Commentary on Political Economy

Sunday 7 March 2021

THIS WON'T END WELL...OR, IN ITALIAN, "SE TUTTO VA' BENE, SIAMO ROVINATI!"

 

Greensill implosion exposes risks of shadow banking

Revolutions in finance have a nasty way of ending badly, especially when they happen at breakneck speed. The capacity of shadow banking to spring more dangerous systemic shocks should not be underestimated.

John Plender

Relief tempered by residual nervousness will be the likely reaction of central bankers and financial regulators to the sudden implosion of Greensill Capital, a sizeable shadow bank.

The plight of this global player in supply chain finance appears to pose no systemic threat or need for a central bank bailout. Yet its rapid passage from hubris to nemesis raises disquieting questions about the evolution of the global financial system and the ability of the regulatory authorities to keep abreast.

Greensill Capital went from nothing in 2011, when Lex Greensill abandoned a big-bank career, doing global supply chain financing at Morgan Stanley and Citibank, to go it alone. Peter Braig

Greensill bore many of the classic signs of a financial accident waiting to happen, starting with a flamboyant founding entrepreneur, Lex Greensill. The company’s website trumpets his trajectory “from humble beginnings to revolutionary thinking”, explaining that he saw the devastating impact that inefficient financial supply chains can have on a business as he grew up on his parents’ sugar cane and melon farm in Australia.

Revolutions in finance have a nasty way of ending badly, especially when they happen at breakneck speed. Greensill Capital went from nothing in 2011, when Lex Greensill abandoned a big-bank career, doing global supply chain financing at Morgan Stanley and Citibank, to go it alone.

By 2019 this upstart non-bank says it had extended $US143 billion ($185.5 billion) of financing to 10m-plus customers and suppliers in 175 countries. Its founder also notched up powerful contacts in government and hired former UK prime minister David Cameron as an adviser.

In banking that rate of expansion tends to point to excessive risk-taking and a poor-quality loan book. And certainly the Australian parent felt balance sheet strain. In 2016 and 2017, its liabilities exceeded its assets, according to a report by Scope rating agency. Yet Lex Greensill pulled off an astonishing coup by persuading first private equity group General Atlantic to put in $US250 million of fresh capital, and then the SoftBank Vision Fund of Japanese entrepreneur Masayoshi Son to stump up $US1.5 billion more.

So it is no surprise that the last accounts filed by the British subsidiary at end-2019 showed a very solvent balance sheet with a fat capital cushion of $155m backing total assets of $US682m. Yet, in supply chain financing the face of the balance sheet conveys little about the nature of the risks being run.

In supply chain financing the face of the balance sheet conveys little about the nature of the risks being run.

Supply chain financing is just a fancy modern name for the age-old practice of factoring, whereby suppliers sell at a discount the debts their customers owe them to a financier who collects the full amount in due course. Lex Greensill’s revolutionary innovation was to realise that these debts could be packaged into investment funds — much as the big investment banks turned subprime mortgages into securities before the 2008 financial crisis.

The investors, who were chiefly clients of Credit Suisse Asset Management and fund manager GAM, required Greensill to take out credit insurance to cover the debts. But — unlike the subprime mortgage lenders — Greensill continued to have skin in the game because it was exposed to first losses under an uninsured part of the fund.

This insurance was an important safeguard for investors, not least because the portfolio was heavily concentrated. The Scope rating agency estimated in 2019, for example, that two-thirds of the German subsidiary’s loans originated from a single group of linked private companies.

These were almost certainly part of the metals magnate Sanjeev Gupta’s empire. And such concentrated exposure was one of a number of concerns of the German watchdog BaFin, which this month ordered the German operation to be closed for business.

The big risk that Greensill’s balance sheet could not reveal was that of insurers ceasing to provide cover. That is precisely what happened. Greensill Capital’s main insurer, Tokio Marine, has drawn a line and Greensill’s legal suit in Australia to force it to restore coverage has failed.

Both Credit Suisse and GAM have decided to freeze their funds.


About this exercise ::
With the images removed, transcribe the listing that follows exactly.

Materials provided section start

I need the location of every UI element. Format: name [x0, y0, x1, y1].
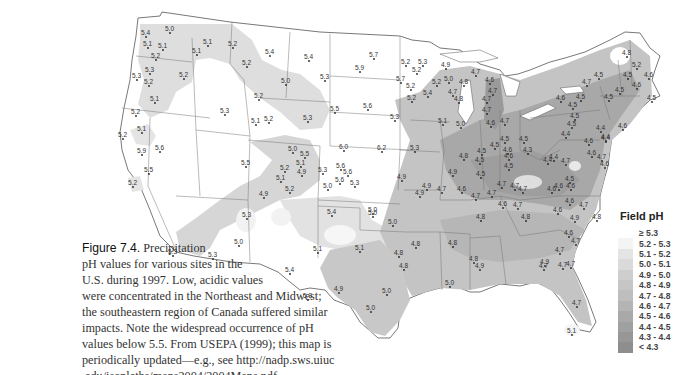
station-dot: [565, 137, 567, 139]
station-dot: [527, 153, 529, 155]
station-dot: [422, 65, 424, 67]
station-value: 5.0: [165, 25, 174, 32]
legend-swatch: [618, 301, 633, 311]
station-dot: [557, 213, 559, 215]
station-value: 5.2: [179, 71, 188, 78]
station-value: 5.3: [303, 114, 312, 121]
station-dot: [141, 132, 143, 134]
station-dot: [504, 142, 506, 144]
station-dot: [419, 196, 421, 198]
station-value: 4.8: [469, 255, 478, 262]
station-value: 4.8: [592, 213, 601, 220]
station-dot: [154, 102, 156, 104]
station-dot: [605, 141, 607, 143]
legend-item: 5.1 - 5.2: [618, 249, 698, 259]
legend-swatch: [618, 311, 633, 321]
station-dot: [575, 244, 577, 246]
station-value: 5.1: [296, 159, 305, 166]
station-value: 4.6: [486, 119, 495, 126]
station-value: 5.3: [390, 113, 399, 120]
station-dot: [147, 47, 149, 49]
station-value: 5.1: [567, 327, 576, 334]
station-value: 4.9: [448, 168, 457, 175]
station-value: 4.6: [600, 160, 609, 167]
station-value: 5.3: [350, 179, 359, 186]
station-dot: [373, 58, 375, 60]
station-value: 4.7: [561, 157, 570, 164]
station-value: 4.7: [488, 87, 497, 94]
station-dot: [475, 75, 477, 77]
station-value: 5.1: [192, 47, 201, 54]
station-value: 4.4: [596, 124, 605, 131]
station-value: 5.7: [369, 51, 378, 58]
station-value: 4.7: [597, 153, 606, 160]
legend-swatch: [618, 322, 633, 332]
legend-label: ≥ 5.3: [639, 228, 658, 238]
station-dot: [449, 286, 451, 288]
station-dot: [523, 142, 525, 144]
station-dot: [224, 114, 226, 116]
legend-item: 4.5 - 4.6: [618, 311, 698, 321]
station-dot: [141, 154, 143, 156]
station-value: 4.8: [521, 213, 530, 220]
station-value: 4.5: [647, 94, 656, 101]
station-dot: [558, 189, 560, 191]
legend-swatch: [618, 280, 633, 290]
station-value: 5.3: [242, 211, 251, 218]
station-dot: [285, 84, 287, 86]
legend-item: 4.4 - 4.5: [618, 322, 698, 332]
station-dot: [486, 113, 488, 115]
station-value: 4.6: [554, 182, 563, 189]
station-value: 4.5: [504, 162, 513, 169]
station-value: 4.6: [556, 94, 565, 101]
station-dot: [132, 186, 134, 188]
station-dot: [411, 101, 413, 103]
station-dot: [560, 101, 562, 103]
station-dot: [207, 45, 209, 47]
station-value: 5.9: [137, 147, 146, 154]
station-value: 5.2: [144, 78, 153, 85]
legend-label: 5.2 - 5.3: [639, 239, 671, 249]
station-value: 5.1: [143, 40, 152, 47]
station-dot: [246, 66, 248, 68]
station-dot: [562, 268, 564, 270]
station-dot: [392, 225, 394, 227]
station-dot: [490, 126, 492, 128]
station-dot: [543, 269, 545, 271]
station-dot: [565, 164, 567, 166]
station-value: 5.5: [241, 159, 250, 166]
station-value: 5.2: [285, 185, 294, 192]
legend-label: 4.7 - 4.8: [639, 291, 671, 301]
station-value: 5.7: [396, 75, 405, 82]
legend-swatch: [618, 238, 633, 248]
station-value: 5.1: [158, 42, 167, 49]
station-dot: [255, 124, 257, 126]
station-value: 5.2: [254, 92, 263, 99]
station-dot: [394, 120, 396, 122]
legend-swatch: [618, 228, 633, 238]
legend-item: 4.8 - 4.9: [618, 280, 698, 290]
station-marker: 4.8: [592, 213, 601, 222]
station-dot: [504, 124, 506, 126]
station-value: 5.3: [410, 144, 419, 151]
station-value: 5.4: [327, 208, 336, 215]
station-dot: [155, 59, 157, 61]
caption-line-9: .edu/isopleths/maps2004/2004Maps.pdf.: [40, 368, 370, 375]
station-dot: [489, 83, 491, 85]
station-dot: [596, 220, 598, 222]
legend-swatch: [618, 270, 633, 280]
station-dot: [381, 151, 383, 153]
legend: Field pH ≥ 5.35.2 - 5.35.1 - 5.25.0 - 5.…: [618, 210, 698, 353]
station-value: 4.7: [448, 88, 457, 95]
station-dot: [580, 100, 582, 102]
station-dot: [162, 49, 164, 51]
station-dot: [517, 208, 519, 210]
station-value: 4.8: [459, 78, 468, 85]
station-dot: [122, 138, 124, 140]
station-value: 4.6: [584, 137, 593, 144]
station-value: 5.0: [445, 279, 454, 286]
station-value: 4.5: [490, 141, 499, 148]
station-dot: [445, 68, 447, 70]
station-value: 5.2: [228, 40, 237, 47]
legend-item: 4.7 - 4.8: [618, 290, 698, 300]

Materials provided section end

Worked solution ::
I need the location of every UI element. Format: name [x0, y0, x1, y1].
station-dot: [565, 137, 567, 139]
station-dot: [527, 153, 529, 155]
station-dot: [422, 65, 424, 67]
station-value: 5.0: [165, 25, 174, 32]
legend-swatch: [618, 301, 633, 311]
station-dot: [557, 213, 559, 215]
station-value: 5.2: [179, 71, 188, 78]
station-value: 5.3: [303, 114, 312, 121]
station-dot: [141, 132, 143, 134]
station-dot: [504, 142, 506, 144]
station-dot: [419, 196, 421, 198]
station-value: 4.8: [469, 255, 478, 262]
station-value: 4.8: [592, 213, 601, 220]
station-dot: [154, 102, 156, 104]
station-dot: [605, 141, 607, 143]
legend-item: 5.1 - 5.2: [618, 249, 698, 259]
legend-swatch: [618, 311, 633, 321]
station-dot: [575, 244, 577, 246]
station-value: 5.1: [296, 159, 305, 166]
station-value: 4.6: [486, 119, 495, 126]
station-value: 5.3: [390, 113, 399, 120]
station-dot: [147, 47, 149, 49]
station-value: 5.1: [567, 327, 576, 334]
station-value: 4.9: [448, 168, 457, 175]
station-value: 4.6: [600, 160, 609, 167]
station-value: 5.3: [350, 179, 359, 186]
station-dot: [373, 58, 375, 60]
station-value: 4.7: [561, 157, 570, 164]
station-value: 4.7: [488, 87, 497, 94]
station-dot: [475, 75, 477, 77]
station-value: 5.1: [192, 47, 201, 54]
station-value: 4.4: [596, 124, 605, 131]
station-value: 5.7: [369, 51, 378, 58]
station-value: 4.7: [597, 153, 606, 160]
legend-swatch: [618, 322, 633, 332]
legend-label: ≥ 5.3: [639, 228, 658, 238]
station-dot: [449, 286, 451, 288]
station-dot: [523, 142, 525, 144]
station-dot: [224, 114, 226, 116]
legend-item: 4.5 - 4.6: [618, 311, 698, 321]
station-dot: [141, 154, 143, 156]
station-value: 4.8: [521, 213, 530, 220]
station-value: 4.5: [647, 94, 656, 101]
station-dot: [558, 189, 560, 191]
legend-swatch: [618, 280, 633, 290]
station-value: 5.3: [242, 211, 251, 218]
station-dot: [285, 84, 287, 86]
legend-item: 4.4 - 4.5: [618, 322, 698, 332]
station-dot: [486, 113, 488, 115]
station-value: 4.6: [554, 182, 563, 189]
station-value: 4.5: [504, 162, 513, 169]
station-value: 4.6: [556, 94, 565, 101]
station-dot: [132, 186, 134, 188]
station-dot: [411, 101, 413, 103]
station-dot: [560, 101, 562, 103]
station-dot: [207, 45, 209, 47]
station-value: 5.9: [137, 147, 146, 154]
station-value: 5.2: [144, 78, 153, 85]
legend-label: 5.2 - 5.3: [639, 239, 671, 249]
station-value: 5.1: [143, 40, 152, 47]
station-dot: [246, 66, 248, 68]
station-dot: [562, 268, 564, 270]
station-dot: [392, 225, 394, 227]
station-dot: [490, 126, 492, 128]
station-dot: [543, 269, 545, 271]
station-dot: [565, 164, 567, 166]
station-value: 5.5: [241, 159, 250, 166]
station-value: 5.2: [285, 185, 294, 192]
legend-label: 4.7 - 4.8: [639, 291, 671, 301]
station-value: 5.7: [396, 75, 405, 82]
legend-swatch: [618, 238, 633, 248]
station-value: 5.1: [158, 42, 167, 49]
station-dot: [255, 124, 257, 126]
station-value: 5.2: [254, 92, 263, 99]
station-dot: [394, 120, 396, 122]
legend-swatch: [618, 228, 633, 238]
legend-item: 4.8 - 4.9: [618, 280, 698, 290]
station-marker: 4.8: [592, 213, 601, 222]
station-dot: [504, 124, 506, 126]
station-value: 5.3: [410, 144, 419, 151]
station-value: 5.4: [327, 208, 336, 215]
station-dot: [155, 59, 157, 61]
caption-line-9: .edu/isopleths/maps2004/2004Maps.pdf.: [40, 368, 370, 375]
station-dot: [489, 83, 491, 85]
station-dot: [596, 220, 598, 222]
legend-swatch: [618, 270, 633, 280]
station-dot: [381, 151, 383, 153]
legend: Field pH ≥ 5.35.2 - 5.35.1 - 5.25.0 - 5.…: [618, 210, 698, 353]
station-value: 4.7: [448, 88, 457, 95]
station-dot: [580, 100, 582, 102]
station-dot: [162, 49, 164, 51]
station-dot: [517, 208, 519, 210]
station-value: 4.8: [459, 78, 468, 85]
station-dot: [122, 138, 124, 140]
station-value: 4.6: [584, 137, 593, 144]
station-value: 5.0: [445, 279, 454, 286]
station-value: 4.5: [490, 141, 499, 148]
station-dot: [445, 68, 447, 70]
station-value: 5.2: [228, 40, 237, 47]
legend-item: 4.7 - 4.8: [618, 290, 698, 300]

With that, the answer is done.